5

I have a problem with my python script. It looks like this:

#!/usr/bin/python

import time
import serial
import datetime
import sys

Y = datetime.datetime.now().strftime('%Y')[3]
filedate = datetime.datetime.now().strftime('Z'+Y+'%m%d%H%M')
sys.stdout=open(filedate+".dat","w")
#sys.stdout=open("test.dat","w")
print "-Ceilometer Logfile"
time_now = datetime.datetime.now().strftime('%Y-%m-%d %H:%M:%S')
print "-File created: "+time_now 
ser=serial.Serial(

  port='/dev/ttyUSB0',
  baudrate = 19200,
  parity=serial.PARITY_NONE,
  stopbits=serial.STOPBITS_ONE,
  bytesize=serial.EIGHTBITS,
)
counter=0

ser.flushInput()
while 1:

 tdata = ser.read()
 time_now2 = datetime.datetime.now().strftime('%Y-%m-%d %H:%M:%S')
 time.sleep(3)
 data_left = ser.inWaiting()
 tdata += ser.read(data_left)

 print "-"+time_now2,"\n",
 print tdata

It reads the input coming from a serial port using the USB port on the Pi and a serial to USB adapter. There are two issues:

1) The script works fine once started. When I cancel it and start it again there is no error, but the output file is completely messed up. The timestamp is randomly somewhere, there is data missing and there are random digits or character printed in the file. Any what can cause this? My guess is an issue with the serial buffer?!

2) I tried to execute the program every 5 minutes (for test purposes, normally it would be once an hour). But the program created an output file every minute instead of every five minutes. And all the files were messes up as said earlier. Even though everything was fine before that test.

The cronjob looks like this:

*\5 * * * * sudo python /home/pi/readserial.py
5
  • Am I reading it wrong, or does the program never terminate?
    – Weeble
    Jan 22, 2016 at 20:11
  • "When I cancel it and start it again" - how exactly are you starting and cancelling it? Is it possible that the first instance is still running? That could probably explain the observed problems.
    – Weeble
    Jan 22, 2016 at 20:17
  • Correct, the program never terminates automatically, because it needs to listen all the time. I start it using 'sudo python script.py' and end it pressing 'ctrl+c'. If I get the cronjob function right, the cron deamon kills the old instance before starting a new one each hour? Or do I end up with trillions of started scripts? Jan 22, 2016 at 21:07
  • 1
    cron does not kill any existing process before starting a job. If your program runs forever you will have an ever increasing number of processes running.
    – Craig
    Jan 22, 2016 at 22:22
  • So what would be the better way to have the program listen on the serial port all the time but creating a file each hour? Put into init.d? Jan 22, 2016 at 23:16

1 Answer 1

8

From man 5 crontab:

Step values can be used in conjunction with ranges. Following a range with "/<number>" specifies skips of the number's value through the range. For example, "0-23/2" can be used in the 'hours' field to specify command execution for every other hour (the alternative in the V7 standard is "0,2,4,6,8,10,12,14,16,18,20,22"). Step values are also permitted after an asterisk, so if specifying a job to be run every two hours, you can use "*/2".

You are using a backslash, but the spec is a forward slash.

The reason to look in section 5 of the manual (man 5 ...) is that crontab is command, and a related type of configuration file. Commands are in section 1, files are in section 5. man all by itself defaults to section 1, so just plain man crontab does not give you the page with this information.

2
  • OMG I am really good at making such stupid mistakes. Will change it on Monday. But why is it then running the script every minute? Is that the default or why a file every minute? Jan 22, 2016 at 16:52
  • 1
    I'm guessing it just ignores the \5. * alone would be every minute.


Could you output the entire listing without altering anything?

• _Supplied records_
########################################

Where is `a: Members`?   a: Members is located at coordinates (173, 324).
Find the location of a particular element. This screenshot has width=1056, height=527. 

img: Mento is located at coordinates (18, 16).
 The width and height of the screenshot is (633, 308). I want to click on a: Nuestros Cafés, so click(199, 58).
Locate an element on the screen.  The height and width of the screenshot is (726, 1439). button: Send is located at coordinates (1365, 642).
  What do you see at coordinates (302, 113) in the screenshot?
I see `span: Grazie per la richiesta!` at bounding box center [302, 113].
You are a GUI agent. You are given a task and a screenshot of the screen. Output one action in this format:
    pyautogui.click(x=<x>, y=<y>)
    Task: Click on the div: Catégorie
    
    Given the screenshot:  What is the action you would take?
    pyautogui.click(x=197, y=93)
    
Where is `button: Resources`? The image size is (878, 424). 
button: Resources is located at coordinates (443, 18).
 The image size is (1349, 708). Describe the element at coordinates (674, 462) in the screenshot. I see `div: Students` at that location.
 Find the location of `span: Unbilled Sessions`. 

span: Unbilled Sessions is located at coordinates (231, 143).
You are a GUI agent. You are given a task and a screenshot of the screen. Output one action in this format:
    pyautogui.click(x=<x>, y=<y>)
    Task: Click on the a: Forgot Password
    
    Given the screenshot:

########################################

• _Result of the task_
Where is `a: Members`?   a: Members is located at coordinates (173, 324).
Find the location of a particular element. This screenshot has width=1056, height=527. 

img: Mento is located at coordinates (18, 16).
 The width and height of the screenshot is (633, 308). I want to click on a: Nuestros Cafés, so click(199, 58).
Locate an element on the screen.  The height and width of the screenshot is (726, 1439). button: Send is located at coordinates (1365, 642).
  What do you see at coordinates (302, 113) in the screenshot?
I see `span: Grazie per la richiesta!` at bounding box center [302, 113].
You are a GUI agent. You are given a task and a screenshot of the screen. Output one action in this format:
    pyautogui.click(x=<x>, y=<y>)
    Task: Click on the div: Catégorie
    
    Given the screenshot:  What is the action you would take?
    pyautogui.click(x=197, y=93)
    
Where is `button: Resources`? The image size is (878, 424). 
button: Resources is located at coordinates (443, 18).
 The image size is (1349, 708). Describe the element at coordinates (674, 462) in the screenshot. I see `div: Students` at that location.
 Find the location of `span: Unbilled Sessions`. 

span: Unbilled Sessions is located at coordinates (231, 143).
You are a GUI agent. You are given a task and a screenshot of the screen. Output one action in this format:
    pyautogui.click(x=<x>, y=<y>)
    Task: Click on the a: Forgot Password
    
    Given the screenshot:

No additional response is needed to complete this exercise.